XPathDocument Stream closing

Today I encountered a really annoying documentation bug in the xml side of .net. Whenever you create an XPathDocument using the Stream based constructor, whenever the construction returns, your stream is closed.

                  documentStream = new MemoryStream();

                  XslFoEngine.CopyStream(message.BodyStream,documentStream);

                  documentStream.Position = 0;

                  XPathDocument document = new XPathDocument(documentStream); 

You wouldn’t expect the Stream to be closed, but it is. What is happening behind the scene is that the following constructors wrap whatever you throw at them with an XmlTextReader object, call the Init(XmlReader) method, which itself close the reader, in turn closing the stream.

Initializes a new instance of the XPathDocument class.

[Visual Basic] Public Sub New(Stream)

[C#]public XPathDocument(Stream);

[C++] public: XPathDocument(Stream*);

[JScript] public function XPathDocument(Stream);

Initializes a new instance of the XPathDocument class.

[Visual Basic] Public Sub New(String)

[C#]public XPathDocument(string);

[C++] public: XPathDocument(String*);

[JScript] public function XPathDocument(String);

Initializes a new instance of the XPathDocument class.

[Visual Basic] Public Sub New(TextReader)

[C#]public XPathDocument(TextReader);

[C++] public: XPathDocument(TextReader*);

[JScript] public function XPathDocument(TextReader);

Initializes a new instance of the XPathDocument class.

[Visual Basic] Public Sub New(XmlReader)

[C#]public XPathDocument(XmlReader);

[C++] public: XPathDocument(XmlReader*);

[JScript] public function XPathDocument(XmlReader);

Initializes a new instance of the XPathDocument class.

[Visual Basic] Public Sub New(String, XmlSpace)

[C#]public XPathDocument(string, XmlSpace);

Only way to go around the problem, create the reader yourself, but don’t close it.

                  documentStream = new MemoryStream();

                  XslFoEngine.CopyStream(message.BodyStream,documentStream);

                  documentStream.Position = 0;

                  XPathDocument document = new XPathDocument(new XmlTextReader(documentStream));

PS: I will respond to IanG comments on my ReaderWriterLock entry with some statistics later this week on when / how to use this pattern (high contention), as I fully agree with him that you shouldn’t just assume without testing. In this specific case, the contention is really high on a very high load long living threads environment. More on that later.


*WORK INSTRUCTION*.
In the entries below, how many lines contain the word "condition"? State the number and nothing more.

*INFORMATION*.
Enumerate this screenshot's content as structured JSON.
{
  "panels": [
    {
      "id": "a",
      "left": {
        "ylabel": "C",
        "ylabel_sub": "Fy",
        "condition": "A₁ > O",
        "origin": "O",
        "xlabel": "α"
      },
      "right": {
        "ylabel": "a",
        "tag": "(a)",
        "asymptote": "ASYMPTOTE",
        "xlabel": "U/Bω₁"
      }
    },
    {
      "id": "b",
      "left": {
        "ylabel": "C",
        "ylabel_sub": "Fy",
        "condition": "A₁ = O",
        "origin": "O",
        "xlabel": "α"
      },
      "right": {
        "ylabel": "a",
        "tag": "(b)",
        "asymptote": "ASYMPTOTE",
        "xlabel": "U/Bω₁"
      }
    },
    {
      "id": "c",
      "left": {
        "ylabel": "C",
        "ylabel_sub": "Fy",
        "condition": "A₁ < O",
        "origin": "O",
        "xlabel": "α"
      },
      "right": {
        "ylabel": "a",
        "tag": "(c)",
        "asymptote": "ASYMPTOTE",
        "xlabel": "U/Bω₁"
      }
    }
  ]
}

*ANSWER TO THIS EXERCISE*.
3